Pictured here is the actual high point of the trip according to my daughter, which was that Pirates of the Caribbean broke while we were on it, and we got stuck watching this scene for about 20 minutes. She was absolutely thrilled to bear witness to what she and her deeply worrying YouTube history deem a “THEME PARK FAIL” and Adorno would call the latent becoming manifest, and what I would call an inauspicious start to my otherwise flawless “rope drop” morning plan which involved hitting about ten rides before the sun got high enough in the sky to look at me directly.
Here we are leaving Indiana Jones in total victoriousness, stuffed version of the Haunted Mansion Bride in tow. (The high point of the next day? When the Haunted Mansion broke down while we were in line and we got to take the “chicken exit.”)

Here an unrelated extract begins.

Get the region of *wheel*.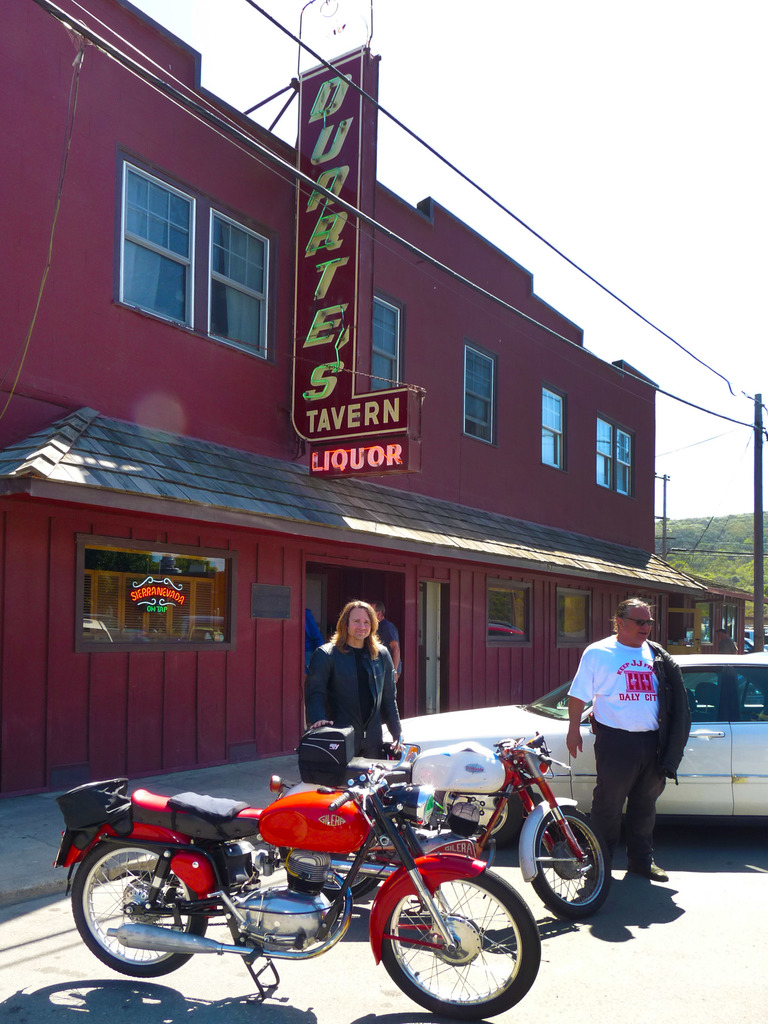
crop(72, 830, 234, 977).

In addition to receiving sacrifices of every cent I have ever earned and most of my brain cells, the first morning at Disneyland also claimed my UV umbrella somewhere in an Indiana Jones Jeep, and because I had also forgotten my sunglasses-that-go-over-my-regular-glasses back in the hotel, this meant that for our last sweltering hour I was left to the meager protection of this nevertheless very dope Haunted Mansion baseball cap.
Just looking at this I am teleported with a zap back into that moment.

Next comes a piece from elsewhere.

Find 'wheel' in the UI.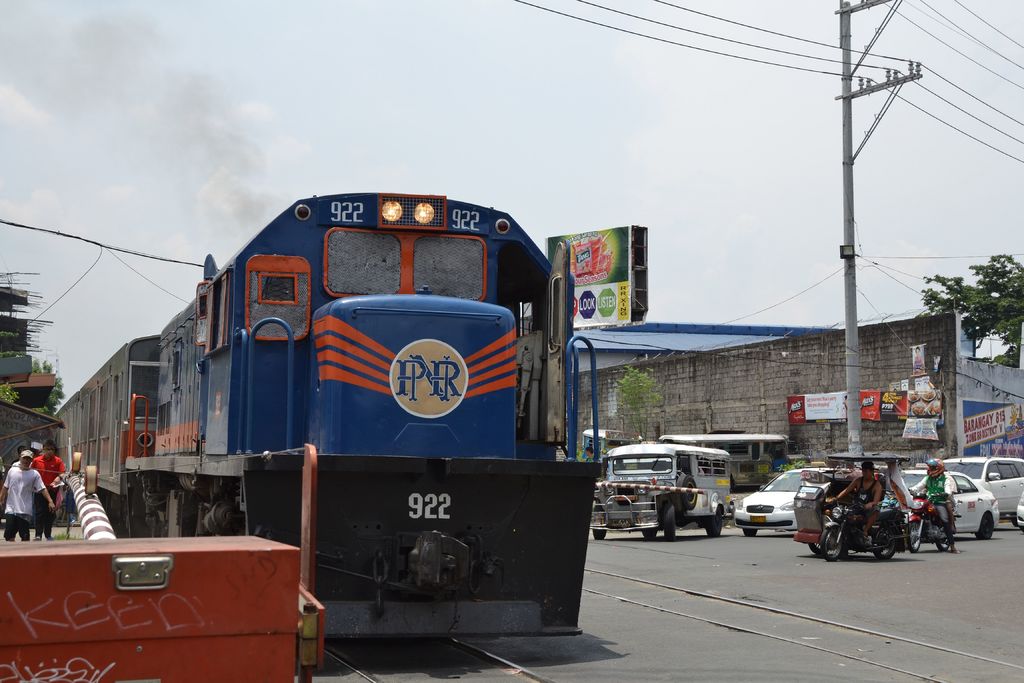
UI element at <box>592,530,608,540</box>.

Hot and tired and only 10K steps down, yes; in desperate need of an offsite lunch and a rest by the pool before returning to sundown shenanigans.
But I can feel those stupid Main Street cobblestones under my feet, precisely engineered to evoke a specific sort of euphoric nostalgia for a thing that never was, and despite the expense and the ridiculousness of it I would return right this second to the Happiest Adorno Nightmare on Earth, the smell of churros and popcorn and pirate water and ice cream and sunscreen and a mind completely devoid of the stuff of my actual dreams.
In those dreams, the real ones, my mother visits almost every night, the iconic shape of her haircut in profile as she and her fluffy little demon dog walk toward me, her smile just barely coming into focus before my lucidity crashes in and reminds me that she is gone, and I wake, once again, crying.
Thank you as always to everyone who has bought me a coffee or purchased a deep-cut Oasis joke t-shirt and made this questionable series possible.
Next: More unhinged digressions ostensibly held together with vacation photos, I don’t know.